_TRY IT_:
The response should consist of every line below, restated exactly, with no pictures.

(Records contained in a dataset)

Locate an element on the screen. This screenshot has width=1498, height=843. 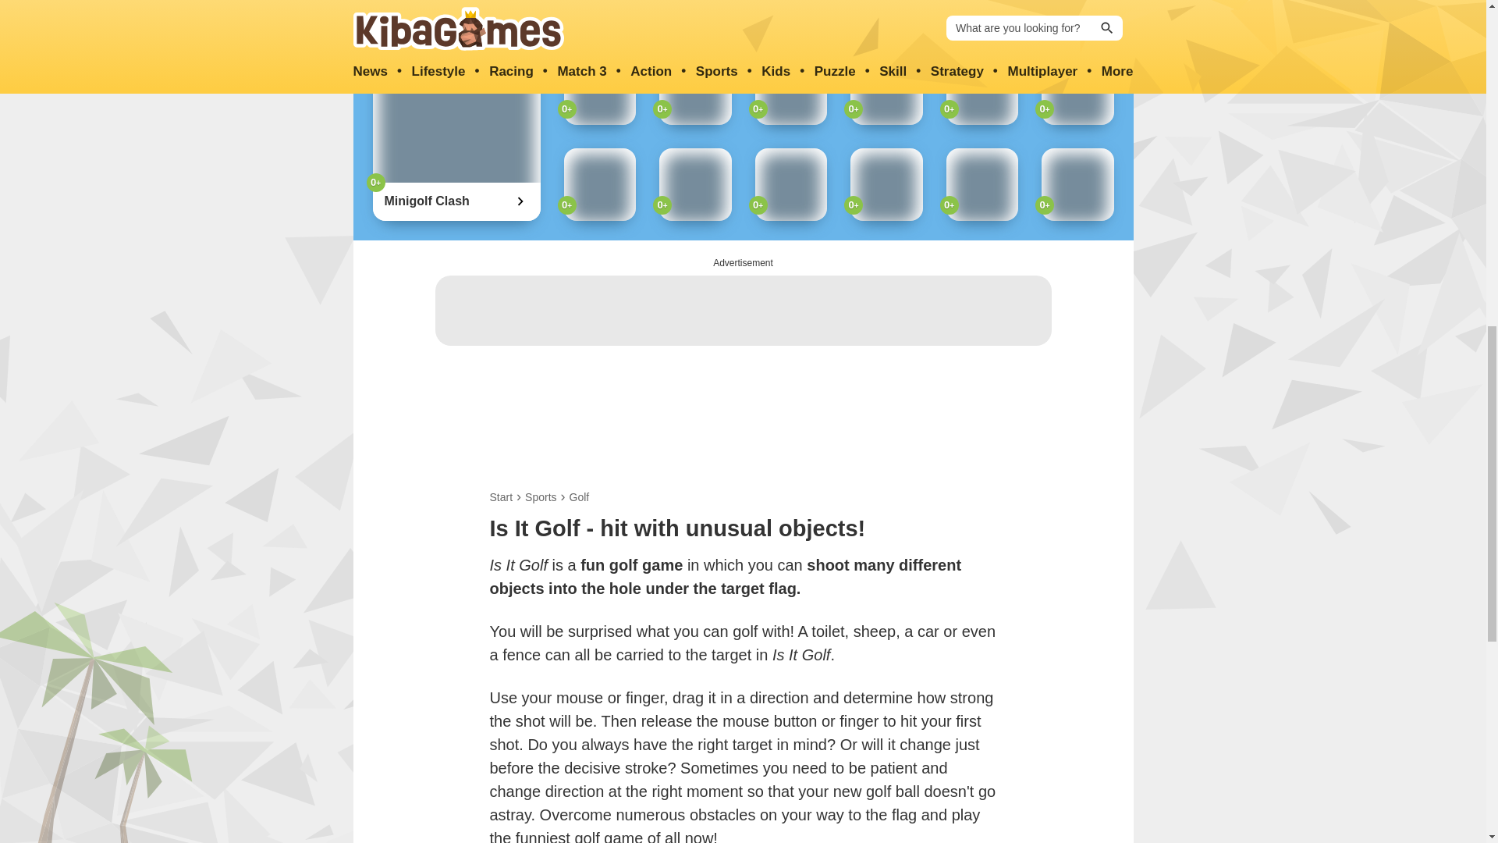
Start is located at coordinates (501, 496).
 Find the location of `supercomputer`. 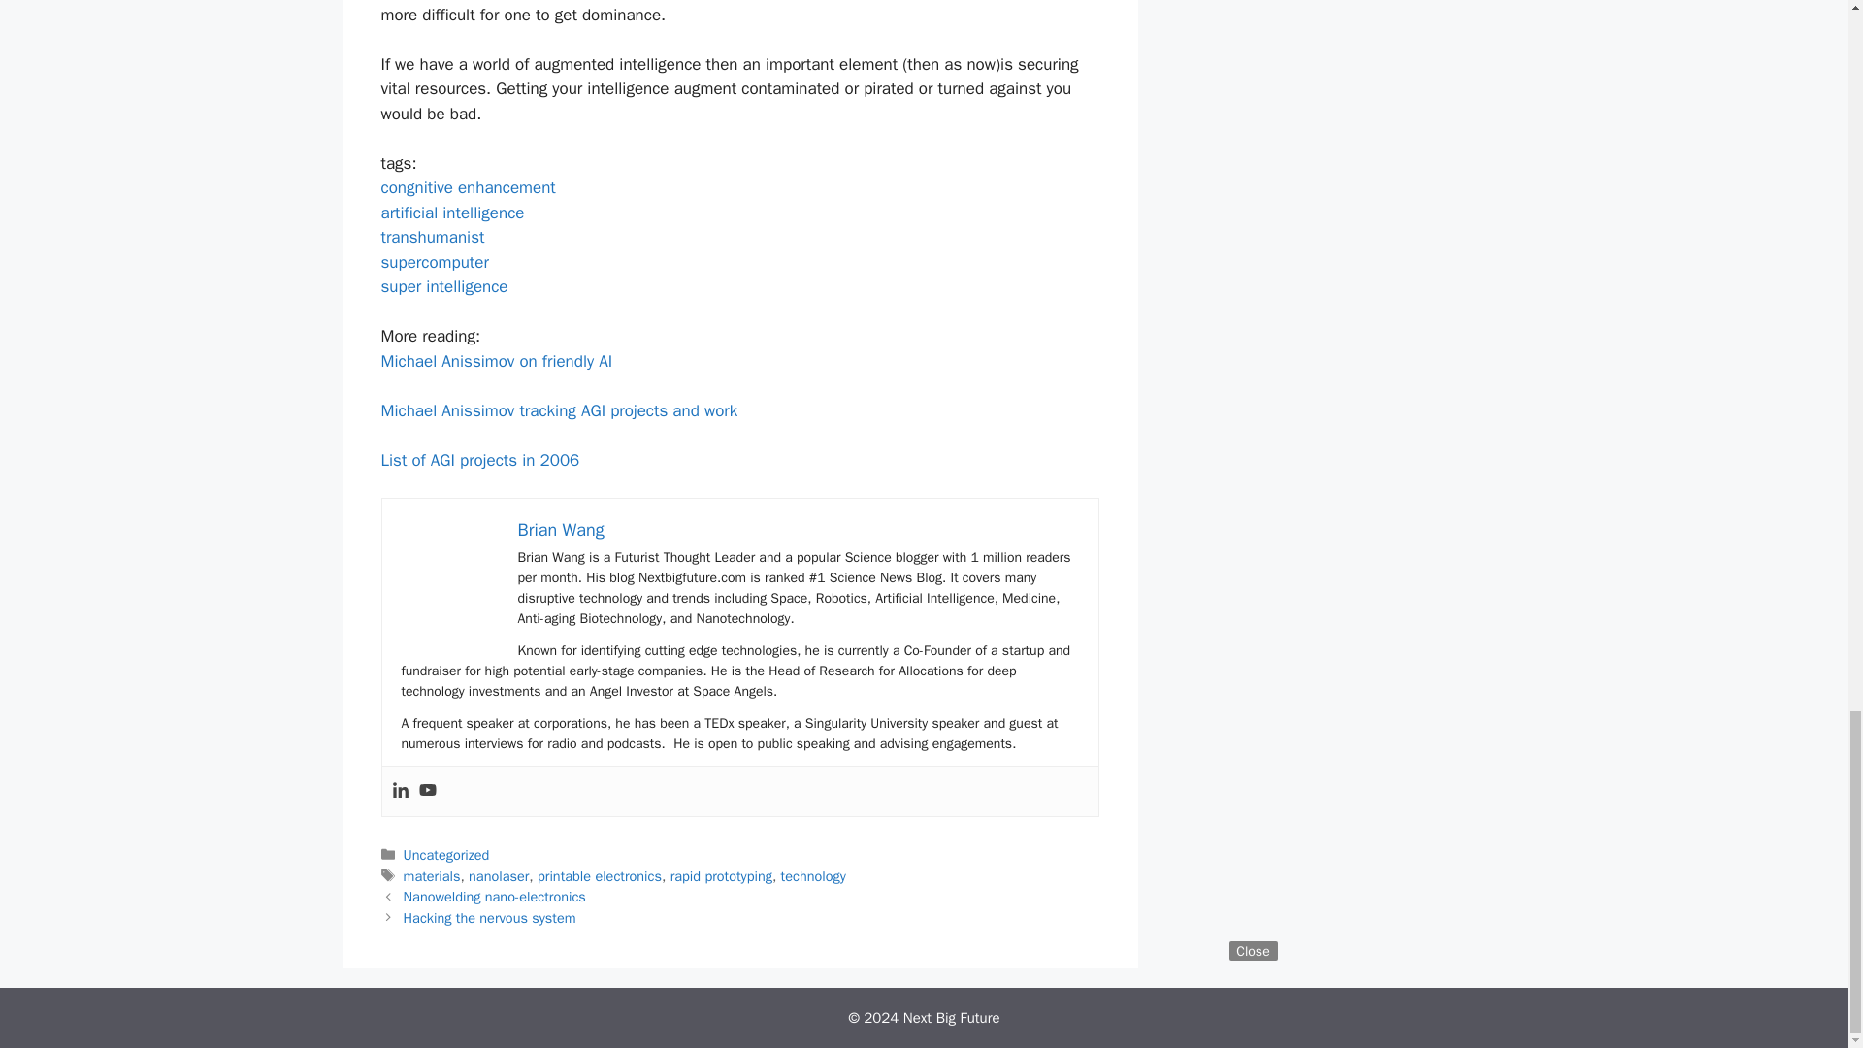

supercomputer is located at coordinates (434, 262).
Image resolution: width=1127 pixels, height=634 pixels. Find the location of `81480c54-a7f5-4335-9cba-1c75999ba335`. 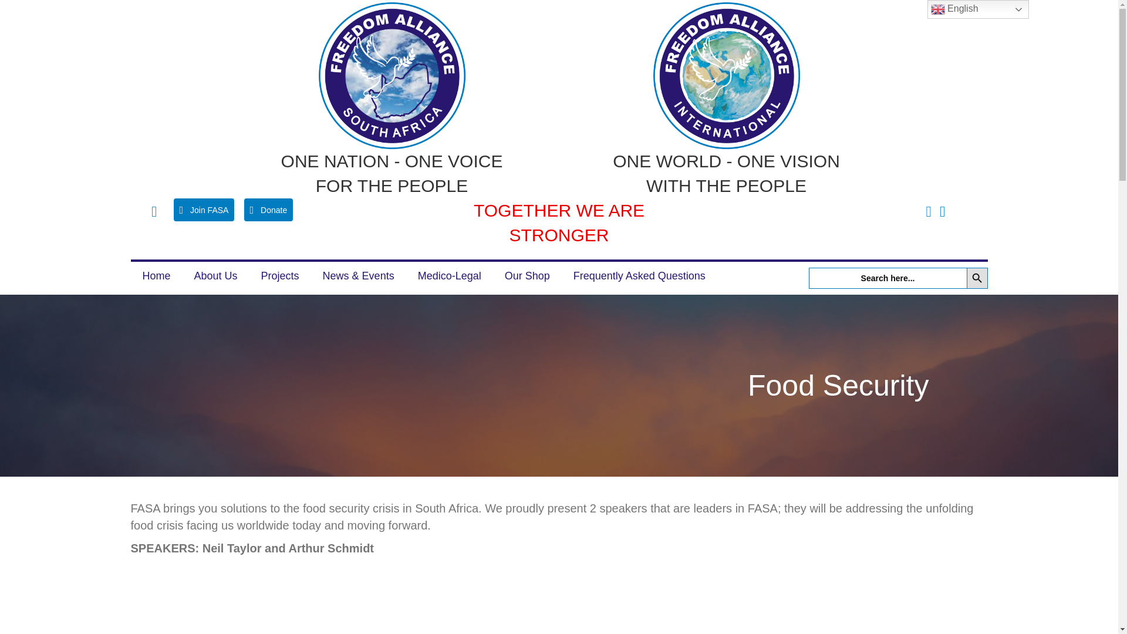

_SOLUTION_:
Locate an element on the screen. This screenshot has width=1498, height=843. 
Start is located at coordinates (501, 496).
 Find the location of `supercomputer`. 

supercomputer is located at coordinates (434, 262).
Image resolution: width=1127 pixels, height=634 pixels. Find the location of `81480c54-a7f5-4335-9cba-1c75999ba335`. 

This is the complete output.